By DR. Richard Bosshardt
Dyslexia: Disability or advantage?
Accomplished people might say the disorder has been a hidden gift.
Story: Dr. Richard T. Bosshardt
Labels can be helpful or destructive, depending on the circumstances. When I was a boy, I was described as hyperactive. It was not until I was 45 that I learned I actually had attention-deficit/hyperactivity disorder, or ADHD. It explained a lot but, by then, I had made it through college, medical school, and rigorous surgical training so the label didn’t have much impact on me. If I had been singled out and labeled ADHD as a boy, I wonder if I would have been more or less successful in life. Personally, I feel I benefited from never being told I was “disabled.”
Dyslexia is one of those diagnostic labels hung on kids, all too often without much thought or regard to what it might mean to them and their parents. This was impressed upon me when the young daughter of one of my friends was recently diagnosed with dyslexia. Her father is a very smart, very successful businessman with an advanced degree. He struggled through school and eventually was diagnosed with dyslexia and labeled “disabled.” It colored, and clouded, his life to this day. It led to poor choices in adolescent years. He struggled most of his life with shame about this condition, even as he shared it with those closest to him.
Fast-forward nearly three decades. His daughter has tons of personality, is very creative, and is clearly very smart but has struggled in school. My friend hesitated to have her tested, afraid of the outcome, but finally, it was clear she needed help. The individual doing the testing came to them after testing was completed and began with these words: “I am afraid that your daughter is disabled…” At first, her parents were devastated. In the mix was the father’s guilt that his daughter had inherited this terrible handicap from him. They committed to learning all they could about dyslexia. What they found was astonishing.
According to Dyslexia International, dyslexia occurs in one in 10 people.. The true incidence may be higher because many people are never tested. Although it is not new, we are only now beginning to understand the underlying neurological basis. Briefly stated, the brain in people with dyslexia receives and processes information differently than most people.
Dyslexia did not occur in the pre-industrial age. When the printing press was invented and we began to disseminate information via the written word, dyslexics began to struggle. Dyslexia has many facets but the most recognized one is difficulty reading and writing. Dyslexics struggle with what is known as phonetic decoding. This is the ability to take those lines and squiggles on a page, recognize them, and process them into intelligible words and sentences. This carries over to writing as seen by the flipped letters, misspelled words, and fractured grammar. It takes dyslexics five times longer to process information on a written page than those without it.

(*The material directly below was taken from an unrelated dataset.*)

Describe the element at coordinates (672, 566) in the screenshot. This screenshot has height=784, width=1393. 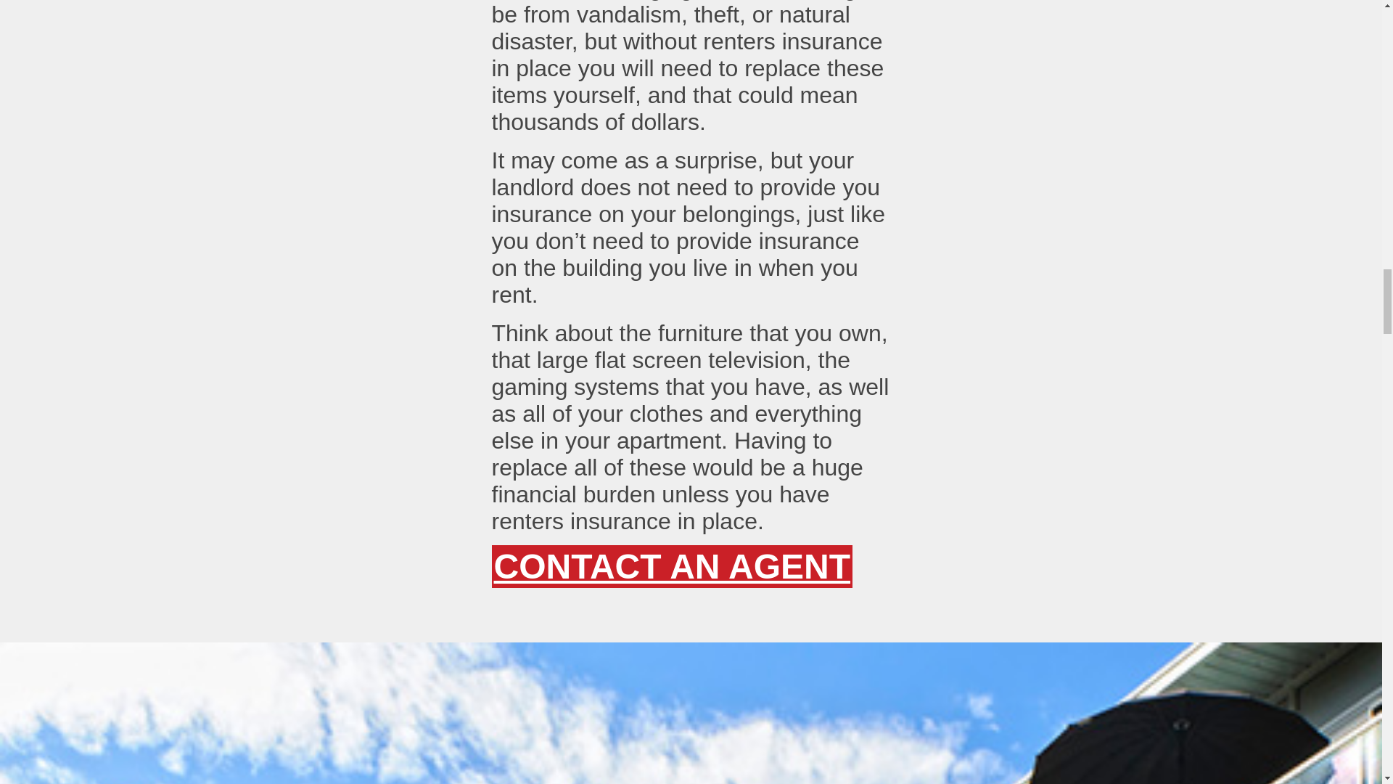
I see `CONTACT AN AGENT` at that location.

Many children with dyslexia go unrecognized because they otherwise seem quite normal. Many are labeled slow or lazy or uncooperative. The National Institutes of Health say 35 percent drop out of high school. Fifty percent of kids involved in drugs and alcohol rehab are dyslexic, and 70 percent of juvenile delinquents have dyslexia.
When dyslexics are able to overcome the challenges of dyslexia, however, there is no limit to their potential. The list of incredibly accomplished people with dyslexia is long. It includes such luminaries as Albert Einstein (yes, THAT Einstein), Richard Branson, John F. Kennedy, Pablo Picasso, Charles Schwab, Henry Ford, Alexander Graham Bell, Steve Jobs, and Thomas Edison. As many as 35 percent of entrepreneurs are dyslexic, along with 40 percent of self-made millionaires, and 50 percent of scientists in NASA. At the premier engineering school in the world, the Massachusetts Institute of Technology, dyslexia is noted as the “MIT Disease.” Dyslexics are found to be particularly strong in certain fields. These are entrepreneurship, engineering, architecture, and the arts.
Dyslexia is a disability only in a very limited context. People with dyslexia simply process information in a different way. When they are provided alternative ways of learning, they thrive. Truly, when viewed from the correct perspective, dyslexia can be seen as an advantage to those so fortunate as to have this condition.
Sources for this article include:
1. The True Gifts of a Dyslexic Mind, Dean Bragonier, Ted Talks
2. The Dyslexic Advantage- Unlocking the hidden potential of the Dyslexic Brain by Brock Eide, MD, MA and Fernette Eide, MD
3. www.dyslexia.yale.edu
4. www.medicinenet.com/dyslexia
About the writer
Dr. Richard T. Bosshardt graduated from the University of Miami School of Medicine in 1978. He founded Bosshardt & Marzek Plastic Surgery Associates, Lake County’s first practice to provide full-time cosmetic and reconstructive plastic surgery services, in 1989.